Art Nouveau and Fashion

Last semester I spent a good bit of time researching the Art Nouveau movement from the 1880s into the early 1900s. To give you a brief synopsis of what Art Nouveau was: a group of people who were fed up with art only being a sculpture or painting in the "holy" white walled galleries and believed that everything in your life should be a piece of art; the chair that your sitting on, the wallpaper in your home, the lamp that you use everyday and the clothing on your back. You should make yourself and everything in your life into a work of art. 


“Appearance became more and more mixed up with identity. It was the beginnings of the idea of the Self as a Work of Art, the ‘personality’ as something that extended to dress, scent and surroundings, all of which made an essential contribution to the formation of ‘self’....to make oneself a work of art.” 

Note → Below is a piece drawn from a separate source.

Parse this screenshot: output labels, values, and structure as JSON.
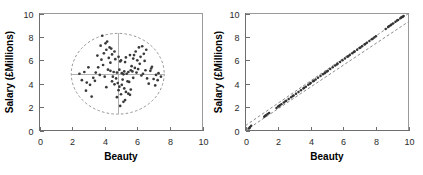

"In urban society, clothes are the poster for one’s act. In the pre-industrial world clothes were the badge of rank, profession or trade. As classes fragment we revert to a state in which our clothes once more informally define us. Fashion is one among many forms of aesthetic creativity which make possible the exploration of alternatives. 

For after all, fashion is more than a game; it is an art form and a symbolic social system.

Once literacy and a rich vocabulary of visual, aural and dramatic expressions exist, then society has a permanently available….resource in which all the tabooed, fantastic, possible and impossible dreams of humanity can be explored in blueprint."


These quotes come from Adorned in Dreams by Elizabeth Wilson. A gender studies/sociology/media art theorist book on fashion broken down into many different contexts in which to study it. You will be seeing a good portion of my posts influenced by this book since I just finished it and am exploding with information and thoughts on Wilson's comments on the fashion industry in comparison to the art industry. Today's focus however is on how clothing and style have become extensions of the Art Nouveau movement that officially ended around the 1910s but unofficially has never really died. I am a strong believer in the philosophy of making yourself into a work of art. Not that you should become obsessed with materialism or vanity but that you should try to live your life with style, passion and uninhibited expression. You should question the world around you and yourself all the time but never live in fear. And if you should find fear in your life exude that through dance, music, clothing, words, designs, whatever your medium may be express it outrageously and it will be beautiful simply for its genuineness.